§ PROBLEM TO SOLVE
Below are the records; copy every line in them that holds the string "will".

#### DATA PROVIDED

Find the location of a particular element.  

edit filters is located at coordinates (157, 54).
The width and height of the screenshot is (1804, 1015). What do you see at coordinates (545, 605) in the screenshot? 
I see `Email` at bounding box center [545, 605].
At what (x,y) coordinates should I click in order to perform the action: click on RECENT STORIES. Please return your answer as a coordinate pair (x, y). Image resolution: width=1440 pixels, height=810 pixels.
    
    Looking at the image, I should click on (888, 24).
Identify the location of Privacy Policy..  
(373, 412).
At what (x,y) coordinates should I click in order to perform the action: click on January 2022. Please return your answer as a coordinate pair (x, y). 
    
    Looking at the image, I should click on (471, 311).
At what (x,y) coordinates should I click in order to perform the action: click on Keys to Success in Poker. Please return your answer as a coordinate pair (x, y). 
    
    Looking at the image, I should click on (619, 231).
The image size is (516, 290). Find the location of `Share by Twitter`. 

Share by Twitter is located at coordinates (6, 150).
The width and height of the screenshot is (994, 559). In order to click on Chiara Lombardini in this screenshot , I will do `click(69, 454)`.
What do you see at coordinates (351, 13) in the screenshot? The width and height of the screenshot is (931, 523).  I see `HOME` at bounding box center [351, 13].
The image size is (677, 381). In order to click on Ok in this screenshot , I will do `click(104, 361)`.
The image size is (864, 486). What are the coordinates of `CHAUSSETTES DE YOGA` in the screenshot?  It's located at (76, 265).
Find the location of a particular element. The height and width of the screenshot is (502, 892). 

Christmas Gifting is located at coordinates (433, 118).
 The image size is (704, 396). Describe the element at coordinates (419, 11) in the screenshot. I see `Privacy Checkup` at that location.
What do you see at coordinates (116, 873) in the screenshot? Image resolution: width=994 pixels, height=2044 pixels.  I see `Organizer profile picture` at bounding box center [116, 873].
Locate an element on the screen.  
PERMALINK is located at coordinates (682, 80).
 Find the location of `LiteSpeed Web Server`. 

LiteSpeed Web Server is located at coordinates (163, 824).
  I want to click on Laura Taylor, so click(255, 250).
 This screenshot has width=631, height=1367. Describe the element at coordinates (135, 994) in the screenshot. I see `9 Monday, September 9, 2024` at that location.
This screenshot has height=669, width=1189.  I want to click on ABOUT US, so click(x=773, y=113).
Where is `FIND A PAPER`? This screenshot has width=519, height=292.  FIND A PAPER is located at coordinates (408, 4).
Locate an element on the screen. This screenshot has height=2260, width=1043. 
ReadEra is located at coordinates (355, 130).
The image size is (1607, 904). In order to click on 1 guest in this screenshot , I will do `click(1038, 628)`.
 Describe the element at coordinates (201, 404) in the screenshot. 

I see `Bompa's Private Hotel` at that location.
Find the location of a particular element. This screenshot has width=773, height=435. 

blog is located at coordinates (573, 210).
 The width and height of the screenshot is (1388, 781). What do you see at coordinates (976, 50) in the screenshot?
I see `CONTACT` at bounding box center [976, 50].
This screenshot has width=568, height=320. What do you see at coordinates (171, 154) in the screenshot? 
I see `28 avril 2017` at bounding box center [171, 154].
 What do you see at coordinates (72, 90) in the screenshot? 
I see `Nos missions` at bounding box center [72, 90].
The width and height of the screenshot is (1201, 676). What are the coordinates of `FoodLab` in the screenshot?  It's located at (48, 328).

########

§ SOLUTION TO THIS PROBLEM
The width and height of the screenshot is (994, 559). In order to click on Chiara Lombardini in this screenshot , I will do `click(69, 454)`.
The image size is (677, 381). In order to click on Ok in this screenshot , I will do `click(104, 361)`.
The image size is (1607, 904). In order to click on 1 guest in this screenshot , I will do `click(1038, 628)`.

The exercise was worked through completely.